Closed edrex closed 8 years ago
It's not so much about its usefulness, but more about the performance implications. In each PROPFIND on directories, it'll create a hash for each file on the first level of that directory - regardless of its size. This can be a considerably CPU-intensive operation, which is why I don't recommend this for production systems, unless you also implement a decent etag caching mechanism like other NodeJS static file servers probably have already.
Thanks for the explanation, makes sense.
Where would an in-memory cache need to sit in the runtime object hierarchy in order to stick around and be global? It seems based on a quick reading that file nodes get created per-request, so I guess the cache could hang on the tree object?
I could see wanting to have different cache implementations, a simple one invalidating using fs.stat and maybe also an eager one using fs.watch or one of cross platform watchers on npm.
On 17 Feb 2016, at 19:01, Eric Drechsel <notifications@github.com mailto:notifications@github.com> wrote:
Thanks for the explanation, makes sense.
Where would an in-memory cache need to sit in the runtime object hierarchy in order to stick around and be global? It seems based on a quick reading that file nodes get created per-request, so I guess the cache could hang on the tree object?
The tree object would be a very good place indeed. The node path would be the cache entry identifier, along with the mtime.
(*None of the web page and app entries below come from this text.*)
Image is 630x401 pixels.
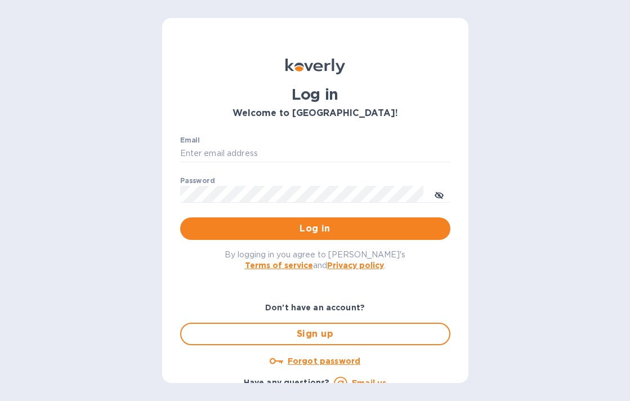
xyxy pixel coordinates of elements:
span: By logging in you agree to [PERSON_NAME]'s and . [225,250,405,270]
u: Forgot password [288,356,360,365]
img: Koverly [285,59,345,74]
a: Email us [352,378,386,387]
button: toggle password visibility [428,183,450,205]
b: Don't have an account? [265,303,365,312]
span: Sign up [190,327,440,341]
a: Terms of service [245,261,313,270]
a: Privacy policy [327,261,384,270]
label: Password [180,178,214,185]
button: Log in [180,217,450,240]
input: Enter email address [180,145,450,162]
label: Email [180,137,200,144]
h1: Log in [180,86,450,104]
h3: Welcome to [GEOGRAPHIC_DATA]! [180,108,450,119]
span: Log in [189,222,441,235]
b: Have any questions? [244,378,330,387]
button: Sign up [180,323,450,345]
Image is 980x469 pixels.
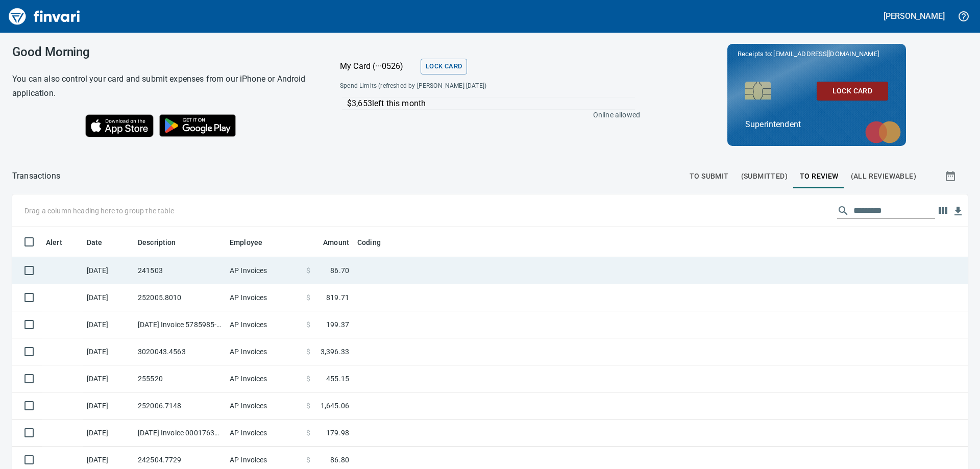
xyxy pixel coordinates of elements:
[306,292,311,303] span: $
[689,170,729,182] span: To Submit
[46,236,76,248] span: Alert
[83,311,133,338] td: [DATE]
[306,265,311,275] span: $
[742,170,788,182] span: (Submitted)
[6,4,83,28] img: Finvari
[225,284,302,311] td: AP Invoices
[230,236,262,248] span: Employee
[357,236,394,248] span: Coding
[12,72,314,100] h6: You can also control your card and submit expenses from our iPhone or Android application.
[936,164,968,189] button: Show transactions within a particular date range
[340,61,416,73] p: My Card (···0526)
[12,170,61,182] nav: breadcrumb
[306,454,311,464] span: $
[323,236,349,248] span: Amount
[83,392,133,419] td: [DATE]
[331,454,349,464] span: 86.80
[825,85,880,97] span: Lock Card
[306,428,311,438] span: $
[138,236,176,248] span: Description
[321,346,349,356] span: 3,396.33
[87,236,116,248] span: Date
[133,311,225,338] td: [DATE] Invoice 5785985-000 from EquipmentShare (1-30678)
[347,97,635,110] p: $3,653 left this month
[85,114,153,137] img: Download on the App Store
[326,373,349,384] span: 455.15
[326,320,349,330] span: 199.37
[138,236,189,248] span: Description
[936,203,951,218] button: Choose columns to display
[87,236,103,248] span: Date
[326,292,349,303] span: 819.71
[46,236,62,248] span: Alert
[951,204,966,219] button: Download Table
[883,11,945,21] h5: [PERSON_NAME]
[225,392,302,419] td: AP Invoices
[25,205,174,216] p: Drag a column heading here to group the table
[153,109,242,143] img: Get it on Google Play
[133,338,225,366] td: 3020043.4563
[881,8,948,24] button: [PERSON_NAME]
[745,118,888,130] p: Superintendent
[12,45,314,59] h3: Good Morning
[83,366,133,392] td: [DATE]
[800,170,839,182] span: To Review
[326,428,349,438] span: 179.98
[426,61,462,73] span: Lock Card
[331,265,349,275] span: 86.70
[357,236,381,248] span: Coding
[225,257,302,284] td: AP Invoices
[310,236,349,248] span: Amount
[340,81,563,91] span: Spend Limits (refreshed by [PERSON_NAME] [DATE])
[860,116,906,149] img: mastercard.svg
[321,401,349,411] span: 1,645.06
[230,236,275,248] span: Employee
[133,419,225,446] td: [DATE] Invoice 000176331 from HAULAWAY STORAGE CONTAINERS, INC (1-24591)
[133,366,225,392] td: 255520
[421,59,467,74] button: Lock Card
[133,284,225,311] td: 252005.8010
[225,338,302,366] td: AP Invoices
[12,170,61,182] p: Transactions
[306,320,311,330] span: $
[772,49,880,59] span: [EMAIL_ADDRESS][DOMAIN_NAME]
[225,419,302,446] td: AP Invoices
[306,401,311,411] span: $
[332,110,640,120] p: Online allowed
[306,346,311,356] span: $
[133,257,225,284] td: 241503
[83,338,133,366] td: [DATE]
[817,82,888,100] button: Lock Card
[306,373,311,384] span: $
[851,170,916,182] span: (All Reviewable)
[83,284,133,311] td: [DATE]
[738,49,896,59] p: Receipts to:
[225,311,302,338] td: AP Invoices
[83,419,133,446] td: [DATE]
[225,366,302,392] td: AP Invoices
[133,392,225,419] td: 252006.7148
[83,257,133,284] td: [DATE]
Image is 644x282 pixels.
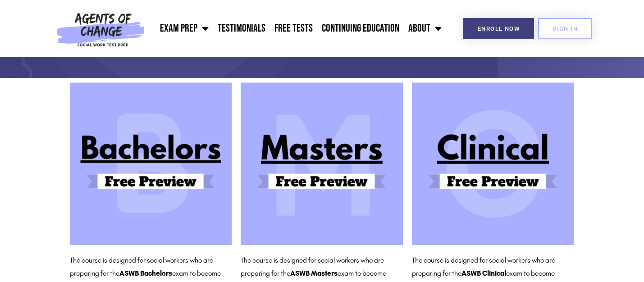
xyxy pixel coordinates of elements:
[464,18,534,39] a: Enroll Now
[539,18,592,39] a: SIGN IN
[149,17,446,40] nav: Menu
[270,17,318,40] a: Free Tests
[156,17,213,40] a: Exam Prep
[404,17,446,40] a: About
[318,17,404,40] a: Continuing Education
[119,269,172,277] b: ASWB Bachelors
[290,269,338,277] b: ASWB Masters
[478,25,520,31] span: Enroll Now
[462,269,507,277] b: ASWB Clinical
[552,25,578,31] span: SIGN IN
[213,17,270,40] a: Testimonials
Or something else that’s smarter.
I could see wanting to have different cache implementations, a simple one invalidating using fs.stat and maybe also an eager one using fs.watch or one of cross platform watchers on npm.
Yeah, that’s possible or be able to pass in ‘cacheOptions’ to the tree/ server instance to configure the caching behavior. Depends on what get implemented.
I just copy and pasted from the fsext implementation, and it seems to work.
I imagine that most implementers will want etags, since they add considerable safety.